President Obama’s lead pollster, Joel Benenson, didn’t mince words when talking about why he thinks Republicans lost the presidency at an Inside Politics breakfast hosted by Third Way earlier this week.
“If Republicans approach this [election] as if they have a Latino problem, I think they are missing a larger dynamic that’s in place right now,” said Benenson. “I believe that the Republican Party has a tolerance problem. I think when you define people that look differently than you as illegal aliens and use that term over and over again and talk about deporting them that’s a tolerance issue.”
Why public polling firms like Gallup failed to get some of the demographics right this cycle happened for a variety of reasons, Benenson said. While one of the biggest, according to Benenson, was the outdated questions some pollsters use to determine likely voters, he laid out some other lessons of note from 2012:1) Scale mattered: While public polls concerned themselves with the horse race, Benenson’s team was hard at work with the analytics team modeling how best to win over swing voters in battleground states–the only ones that mattered. “We worked with a pretty complete voter list–a voter file that we’re updating every two weeks,” Benenson says. “We’re polling in the battleground universe, not the national polls.”
2) Voters rarely change their minds…: The election cycle is a lot longer than it used to be and coverage far more intense in the digital age, which means many likely voters make up their minds early and proceed to tune out the campaign noise until it’s time to cast their ballot.
“The race was pretty constant all the way through,” Benenson said. “The contours of this election were pretty well set by the end of August. After the 47 percent and after the first debate, this election was pretty unchanged.”
Benenson contends that 95 percent of voters had an opinion of Romney coming out of the Republican primaries, so polls showing large shifts in the last week of the race were simply unrealistic. “People don’t change their party identity whimsically,” he said.

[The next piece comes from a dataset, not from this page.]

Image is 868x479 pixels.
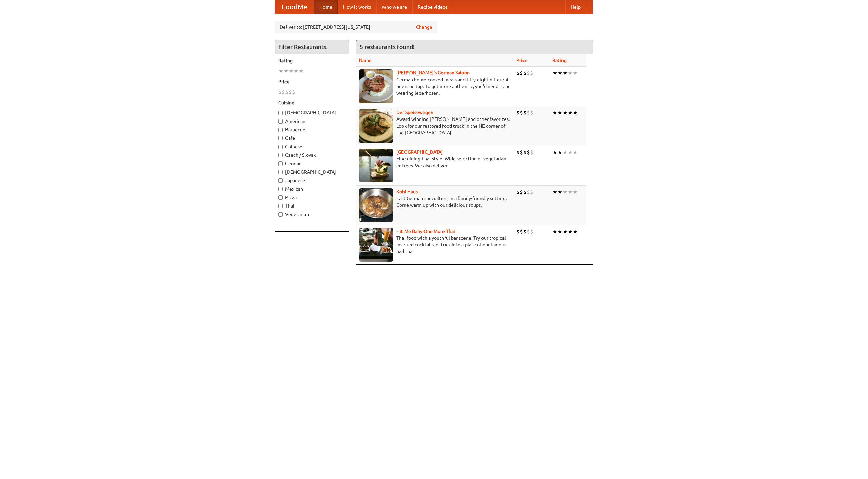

3) …so get on TV early: The Obama campaign’s strategy was always to make the race a forward-looking contrast built on economic vision and values, according to Benenson. “Probably the highest stakes decision that we made was putting all the chips on the table sometime in May—making that decision to go on the air very early,” he said. Starting early in May, two ad tracks began running—the first directly targeting Romney’s business record.4) Women and the economy: “The other track we engaged in that’s gotten a lot less attention because the Bain story became a story in itself because some of the surrogates went off the track in the messaging was that we were also communicating with women on multiple platforms on a range of issues,” Benenson said. “The No. 1 issue for women in this election was the economy, followed closely by education.”
5) Technology helped drive turnout: And not just Election Day technology. Tech that failed the Obama campaign in 2008 was refined for 2012. “The analytics team had more data at its disposal,” Benenson said. And his team worked hand-in-hand with them creating models. Through their collaboration, they came to the conclusion that models factoring in enthusiasm to predict turnout were somewhat dated–a pitfall some public polls fell for.
6) The Tea Party is a myth: It’s nothing more than the Republican base repackaged—the Christian coalition with a new name, argued Benenson. When you accept that fact, he said, the election appears more like a rejection of the tainted Republican image.
“We won moderates by 12 points in this election,” he said. “We won the middle.” And while some make much ado about Romney losing the “unchurched” vote, Benenson pointed out that George W. Bush lost that group by the same percentage in 2004. But Obama gained ground among those who say they go to church occasionally—winning 40 percent of that vote in 2012.
7) Misconception of the young electorate: The electorate wasn’t dramatically reshaped in 2008, and Obama’s win wasn’t an anomaly fueled by young voters. And just like in 2008, Benenson said the president didn’t need young voters to win in 2012.
“If nobody under the age of 30 had voted in the 2008 election, Barack Obama would’ve won every state he won except for Indiana and North Carolina, which by the way would’ve put him at about the equivalent of 332 electoral votes,” Benenson said. “That’s exactly every state we would’ve won this time if only people over 30 voted.”